CPI(M) leader Sitaram Yechury on Tuesday stressed that he had not signed any petition requesting the United States to deny Gujarat Chief Minister Narendra Modi a visa, a day after a California-based company said a forensic examination had found that >signatures on the document were original .
Asked about the findings of the forensic examination, Mr. Yechury reiterated to The Hindu that he had not signed any such petition, suggesting that it was likely the case that signatures obtained for an entirely unrelated petition had been appended to the document.
On Monday, DMK MPs similarly argued that they believed their original signatures for an unrelated petition had been attached to the document. Their suggestion was that a forensic examination merely proving the signatures were original was hence far from conclusive.

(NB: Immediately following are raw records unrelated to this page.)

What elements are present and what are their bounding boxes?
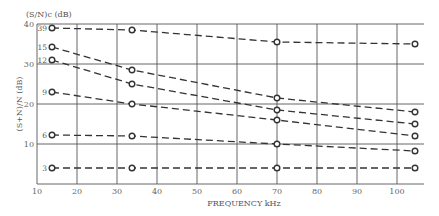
data-point [412,41,418,47]
series-label: 39 [37,24,47,33]
data-point [412,121,418,127]
axis-ticks: 10203040102030405060708090100 [24,20,405,196]
series-line [52,47,415,112]
data-point [274,107,280,113]
data-point [49,132,55,138]
data-point [49,44,55,50]
series-12: 12 [37,56,417,127]
grid [37,24,424,184]
data-series: 391512963 [37,24,417,173]
x-tick-label: 80 [312,187,322,196]
y-tick-label: 10 [24,140,34,149]
series-3: 3 [42,164,418,173]
series-line [52,28,415,44]
series-label: 12 [37,56,47,65]
series-label: 3 [42,164,47,173]
x-tick-label: 50 [192,187,202,196]
x-tick-label: 20 [72,187,82,196]
series-line [52,135,415,151]
y-tick-label: 40 [24,20,34,29]
y-tick-label: 30 [24,60,34,69]
data-point [129,81,135,87]
data-point [274,141,280,147]
data-point [49,89,55,95]
y-tick-label: 20 [24,100,34,109]
data-point [274,117,280,123]
data-point [49,57,55,63]
data-point [129,27,135,33]
data-point [129,165,135,171]
data-point [49,25,55,31]
series-39: 39 [37,24,417,47]
data-point [129,101,135,107]
y-axis-label: (S+N)/N (dB) [15,77,24,132]
x-tick-label: 30 [112,187,122,196]
x-tick-label: 10 [32,187,42,196]
series-label: 6 [42,131,47,140]
data-point [129,67,135,73]
x-tick-label: 40 [152,187,162,196]
data-point [412,165,418,171]
x-tick-label: 90 [352,187,362,196]
x-tick-label: 70 [272,187,282,196]
x-tick-label: 100 [389,187,404,196]
x-axis-label: FREQUENCY kHz [207,199,281,208]
chart: 10203040102030405060708090100 391512963 … [0,0,439,216]
x-tick-label: 60 [232,187,242,196]
data-point [412,109,418,115]
series-9: 9 [42,88,418,139]
data-point [274,165,280,171]
data-point [412,133,418,139]
series-line [52,60,415,124]
data-point [49,165,55,171]
series-label: 15 [37,43,47,52]
series-label-title: (S/N)c (dB) [26,10,72,19]
data-point [274,39,280,45]
data-point [274,95,280,101]
series-label: 9 [42,88,47,97]
data-point [129,133,135,139]
data-point [412,148,418,154]
series-6: 6 [42,131,418,154]
series-line [52,92,415,136]
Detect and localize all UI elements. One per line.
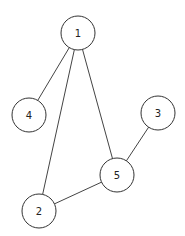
- edges-layer: [29, 33, 158, 211]
- node-label: 4: [26, 110, 32, 121]
- node-label: 5: [114, 170, 120, 181]
- node-3: 3: [141, 96, 175, 130]
- nodes-layer: 1 4 3 5 2: [12, 16, 175, 228]
- node-label: 3: [155, 108, 161, 119]
- node-2: 2: [22, 194, 56, 228]
- node-1: 1: [61, 16, 95, 50]
- graph-diagram: 1 4 3 5 2: [0, 0, 185, 236]
- node-label: 1: [75, 28, 81, 39]
- edge-1-5: [78, 33, 117, 175]
- node-4: 4: [12, 98, 46, 132]
- node-label: 2: [36, 206, 42, 217]
- node-5: 5: [100, 158, 134, 192]
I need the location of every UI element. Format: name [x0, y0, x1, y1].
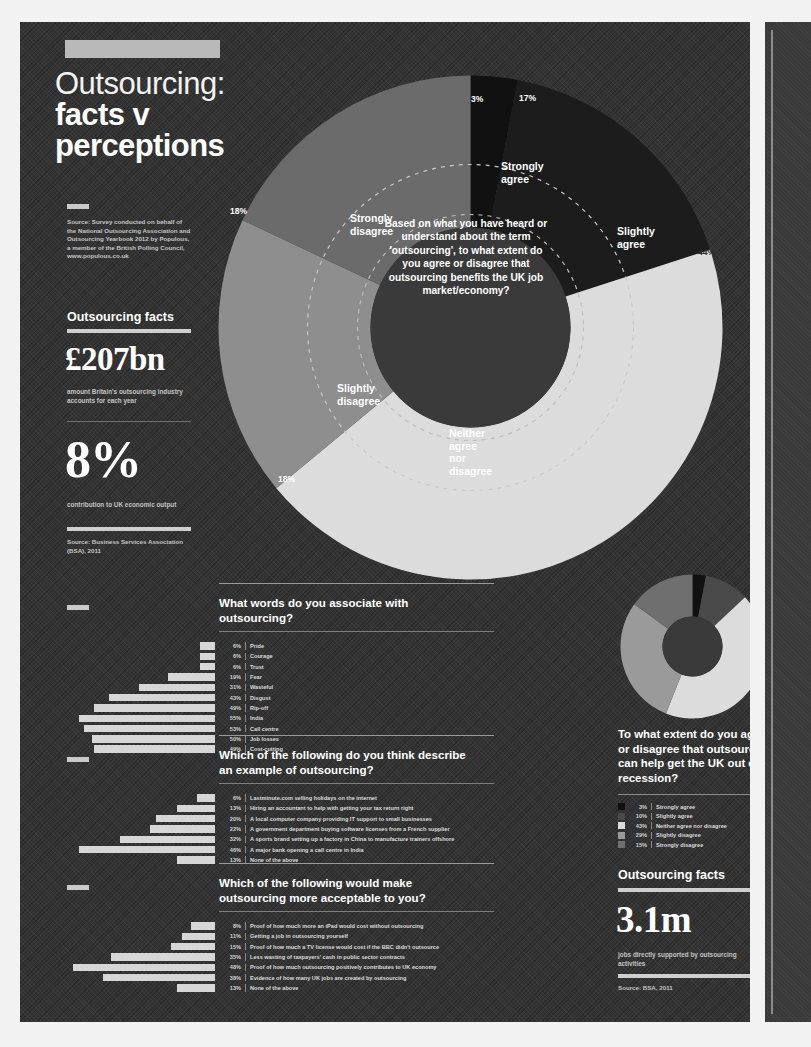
- bar-separator: [245, 984, 246, 991]
- bar-value: 11%: [215, 933, 245, 939]
- bar-track: [67, 836, 215, 843]
- legend-separator: [651, 813, 652, 820]
- bar-track: [67, 815, 215, 822]
- bar-row: 13%Hiring an accountant to help with get…: [67, 803, 497, 813]
- bar-value: 53%: [215, 726, 245, 732]
- bar: [109, 694, 215, 701]
- bar: [111, 953, 215, 960]
- legend-swatch: [618, 822, 625, 829]
- section-title-words: What words do you associate with outsour…: [219, 595, 479, 625]
- bar: [139, 684, 215, 691]
- bar-label: Lastminute.com selling holidays on the i…: [250, 795, 377, 801]
- bar-row: 38%Evidence of how many UK jobs are crea…: [67, 972, 497, 982]
- header-accent-bar: [65, 40, 220, 58]
- bar-row: 13%None of the above: [67, 983, 497, 993]
- donut-pct-slightly-disagree: 18%: [278, 474, 295, 484]
- bar-separator: [245, 673, 246, 680]
- bar-value: 38%: [215, 975, 245, 981]
- legend-swatch: [618, 813, 625, 820]
- bar-separator: [245, 794, 246, 801]
- bar: [168, 673, 215, 680]
- donut-label-neither: Neitheragreenordisagree: [449, 427, 519, 477]
- bar-label: Less wasting of taxpayers' cash in publi…: [250, 954, 405, 960]
- legend-value: 29%: [629, 832, 651, 838]
- bar-label: Rip-off: [250, 705, 268, 711]
- legend-row: 15%Strongly disagree: [618, 840, 750, 850]
- bar-row: 6%Pride: [67, 641, 497, 651]
- bar: [73, 964, 215, 971]
- bar: [84, 725, 215, 732]
- bar-separator: [245, 704, 246, 711]
- bar-separator: [245, 846, 246, 853]
- bar-value: 31%: [215, 684, 245, 690]
- bar-label: A local computer company providing IT su…: [250, 816, 432, 822]
- bar-track: [67, 805, 215, 812]
- bar: [94, 745, 215, 752]
- bar-value: 46%: [215, 847, 245, 853]
- adjacent-page-sliver: [765, 22, 811, 1022]
- bar-label: Proof of how much a TV license would cos…: [250, 944, 439, 950]
- bar-value: 15%: [215, 944, 245, 950]
- donut-label-slightly-disagree: Slightlydisagree: [337, 382, 397, 407]
- bar: [177, 805, 215, 812]
- legend-value: 15%: [629, 842, 651, 848]
- outsourcing-facts-heading-right: Outsourcing facts: [618, 868, 725, 882]
- legend-swatch: [618, 832, 625, 839]
- donut-pct-strongly-agree: 3%: [471, 94, 483, 104]
- bar-row: 6%Lastminute.com selling holidays on the…: [67, 793, 497, 803]
- bar-track: [67, 922, 215, 929]
- legend-label: Slightly disagree: [656, 832, 701, 838]
- bar-row: 43%Disgust: [67, 692, 497, 702]
- bar-rows-examples: 6%Lastminute.com selling holidays on the…: [67, 793, 497, 865]
- bar-row: 32%A sports brand setting up a factory i…: [67, 834, 497, 844]
- legend-value: 3%: [629, 804, 651, 810]
- bar-separator: [245, 684, 246, 691]
- bar-value: 49%: [215, 705, 245, 711]
- legend-separator: [651, 822, 652, 829]
- bar-label: Call centre: [250, 726, 279, 732]
- bar-separator: [245, 922, 246, 929]
- bar-value: 35%: [215, 954, 245, 960]
- bar-track: [67, 794, 215, 801]
- recession-donut-hole: [663, 617, 723, 677]
- legend-swatch: [618, 841, 625, 848]
- donut-pct-slightly-agree: 17%: [519, 93, 536, 103]
- bar-value: 50%: [215, 736, 245, 742]
- facts-rule-left: [67, 329, 191, 333]
- bar-value: 20%: [215, 816, 245, 822]
- stat-8pct: 8%: [65, 432, 141, 488]
- section-dash-words: [67, 605, 89, 610]
- infographic-page: Outsourcing: facts v perceptions Source:…: [0, 0, 811, 1047]
- section-topline-acceptable: [219, 863, 494, 864]
- bar-track: [67, 974, 215, 981]
- bar: [200, 653, 215, 660]
- donut-center-question: Based on what you have heard or understa…: [381, 217, 551, 297]
- bar-separator: [245, 815, 246, 822]
- bar-row: 35%Less wasting of taxpayers' cash in pu…: [67, 952, 497, 962]
- legend-label: Strongly disagree: [656, 842, 703, 848]
- section-title-acceptable: Which of the following would make outsou…: [219, 875, 479, 905]
- bar-track: [67, 725, 215, 732]
- legend-row: 3%Strongly agree: [618, 802, 750, 812]
- bar-row: 55%India: [67, 713, 497, 723]
- bar-value: 55%: [215, 715, 245, 721]
- recession-question: To what extent do you agree or disagree …: [618, 727, 750, 785]
- bar: [200, 663, 215, 670]
- bar-row: 49%Rip-off: [67, 703, 497, 713]
- legend-separator: [651, 803, 652, 810]
- bar-track: [67, 684, 215, 691]
- bar-label: A government department buying software …: [250, 826, 450, 832]
- bar-value: 32%: [215, 836, 245, 842]
- bar-label: Wasteful: [250, 684, 273, 690]
- legend-value: 43%: [629, 823, 651, 829]
- donut-label-slightly-agree: Slightlyagree: [617, 225, 677, 250]
- bar-rows-words: 6%Pride6%Courage6%Trust19%Fear31%Wastefu…: [67, 641, 497, 754]
- bar-track: [67, 825, 215, 832]
- recession-legend: 3%Strongly agree10%Slightly agree43%Neit…: [618, 802, 750, 850]
- bar-track: [67, 943, 215, 950]
- bsa-source-note-left: Source: Business Services Association (B…: [67, 538, 191, 555]
- donut-pct-neither: 44%: [698, 247, 715, 257]
- bar: [92, 735, 215, 742]
- survey-source-note: Source: Survey conducted on behalf of th…: [67, 218, 192, 261]
- stat-207bn: £207bn: [65, 340, 165, 378]
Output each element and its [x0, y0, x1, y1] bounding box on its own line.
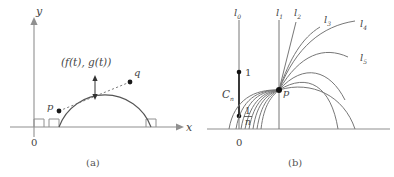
- ray-label-l0: l0: [234, 7, 241, 20]
- panel-b: l0 l1 l2 l3 l4 l5 1 1 n: [207, 7, 390, 168]
- ray-label-l5: l5: [360, 52, 367, 65]
- curve-family-left-4: [249, 90, 279, 129]
- point-p-label-b: p: [283, 87, 290, 98]
- ray-label-l1: l1: [276, 7, 283, 20]
- right-angle-marker-origin: [34, 119, 44, 127]
- point-q-dot: [128, 80, 133, 85]
- segment-cn-top-dot: [237, 70, 242, 75]
- y-axis-arrowhead: [30, 17, 37, 25]
- segment-cn-label: Cn: [222, 88, 234, 102]
- ray-label-l3: l3: [324, 14, 331, 27]
- point-p-label-a: p: [47, 101, 54, 112]
- tick-label-one-over-n: 1 n: [244, 106, 252, 127]
- curve-family-right-3: [279, 87, 355, 129]
- point-q-label-a: q: [134, 67, 140, 78]
- ray-label-l2: l2: [294, 7, 301, 20]
- panel-a: y x 0 p q (f(t), g(t)) (a): [10, 5, 193, 168]
- point-p-dot: [57, 109, 62, 114]
- caption-panel-b: (b): [288, 157, 302, 168]
- y-axis-label: y: [35, 5, 43, 18]
- parametric-curve-label: (f(t), g(t)): [61, 56, 111, 68]
- panel-a-x-axis: [10, 123, 184, 130]
- fraction-denominator: n: [245, 117, 251, 127]
- math-figure-svg: y x 0 p q (f(t), g(t)) (a): [0, 0, 394, 177]
- arc-curve: [59, 95, 151, 127]
- point-p-dot-b: [276, 87, 282, 93]
- figure-root: y x 0 p q (f(t), g(t)) (a): [0, 0, 394, 177]
- tick-label-one: 1: [245, 67, 251, 78]
- x-axis-arrowhead: [176, 123, 184, 130]
- x-axis-label: x: [186, 121, 193, 134]
- origin-label-b: 0: [236, 137, 242, 148]
- caption-panel-a: (a): [86, 157, 100, 168]
- fraction-numerator: 1: [245, 106, 251, 116]
- distance-arrow-head-top: [92, 75, 97, 81]
- right-angle-marker-left: [49, 119, 59, 127]
- ray-label-l4: l4: [360, 18, 367, 31]
- origin-label-a: 0: [31, 137, 37, 148]
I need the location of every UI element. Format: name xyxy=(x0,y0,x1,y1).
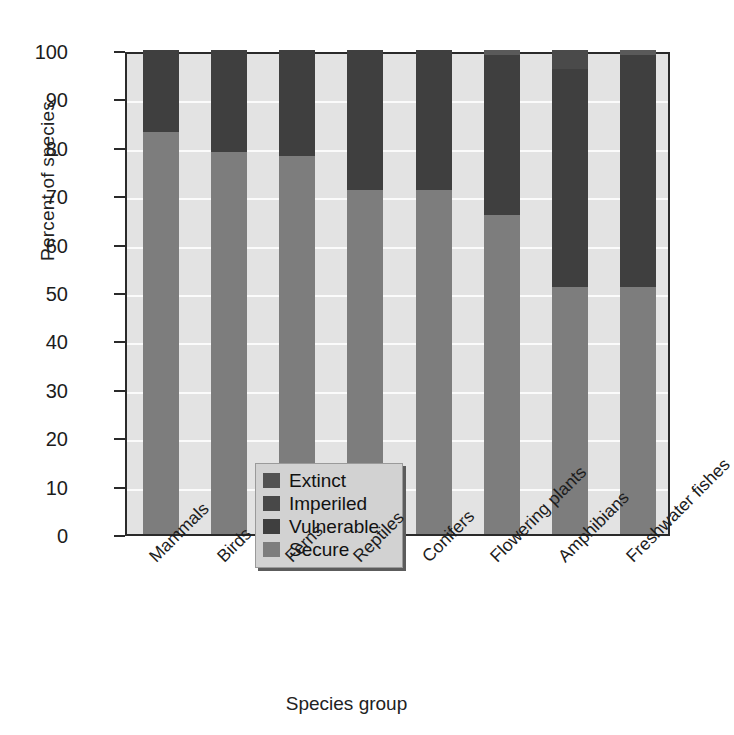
x-axis-tick-label: Mammals xyxy=(145,498,213,566)
x-axis-title: Species group xyxy=(0,693,693,715)
x-axis-tick-label: Freshwater fishes xyxy=(622,454,734,567)
x-axis-tick-label: Reptiles xyxy=(349,507,409,567)
x-axis-tick-label: Birds xyxy=(213,524,256,567)
x-axis-tick-label: Ferns xyxy=(281,520,327,566)
x-axis-tick-label: Conifers xyxy=(418,506,479,567)
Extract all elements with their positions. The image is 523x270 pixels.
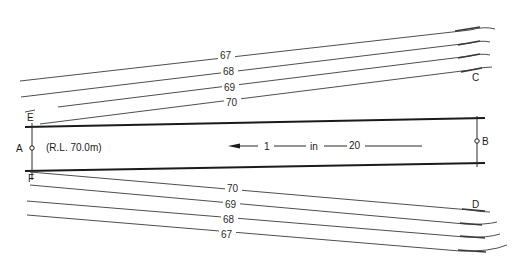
contour-bottom-69: 69 xyxy=(30,185,497,225)
contour-top-68: 68 xyxy=(21,41,490,97)
point-label-a: A xyxy=(16,143,23,154)
contour-top-69: 69 xyxy=(58,54,490,107)
point-label-b: B xyxy=(482,136,489,147)
road-top-edge xyxy=(25,118,485,127)
station-b-marker xyxy=(475,139,479,143)
gradient-word: in xyxy=(310,141,318,152)
gradient-run: 20 xyxy=(349,140,361,151)
contour-top-70: 70 xyxy=(25,67,492,124)
contour-label-top-68: 68 xyxy=(223,66,235,77)
point-label-c: C xyxy=(472,72,479,83)
contour-label-bottom-69: 69 xyxy=(225,199,237,210)
contour-label-bottom-67: 67 xyxy=(221,229,233,240)
contours-top: 67 68 69 70 xyxy=(20,27,495,124)
contours-bottom: 70 69 68 67 xyxy=(27,172,507,252)
contour-label-top-67: 67 xyxy=(220,50,232,61)
contour-label-top-70: 70 xyxy=(226,97,238,108)
contour-label-top-69: 69 xyxy=(224,82,236,93)
contour-label-bottom-70: 70 xyxy=(227,183,239,194)
gradient-arrow-icon xyxy=(228,144,240,149)
reduced-level-label: (R.L. 70.0m) xyxy=(46,142,102,153)
road-contour-diagram: 67 68 69 70 C xyxy=(0,0,523,270)
gradient-annotation: 1 in 20 xyxy=(228,140,422,152)
road-bottom-edge xyxy=(25,163,485,171)
gradient-rise: 1 xyxy=(264,141,270,152)
station-a-marker xyxy=(30,146,34,150)
point-label-f: F xyxy=(28,173,34,184)
point-label-e: E xyxy=(27,112,34,123)
contour-label-bottom-68: 68 xyxy=(223,214,235,225)
point-label-d: D xyxy=(472,199,479,210)
contour-top-67: 67 xyxy=(20,27,495,81)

Speaking to The Hindu in Beijing while in transit from North Korea, Mr. Yechury said he had “already made” his “position on the matter clear.”
The petition, he noted, also did not appear authentic. He said that he had pointed out, in an earlier statement, that “the heading under which some signatures are appended says, ‘Names and Signatures of
Indian MPs’. Which other country’s MPs would sign on the letterhead of the Indian Parliament? This itself suggests some efforts at cut and paste.”
Mr. Yechury was in North Korea as part of a rare official Government of India delegation to the country to attend the 60th anniversary of the armistice agreement that marked an end to the Korean War.
He was accompanied by BJP MP Tarun Vijay and Congress MP Hamdullah Sayeed.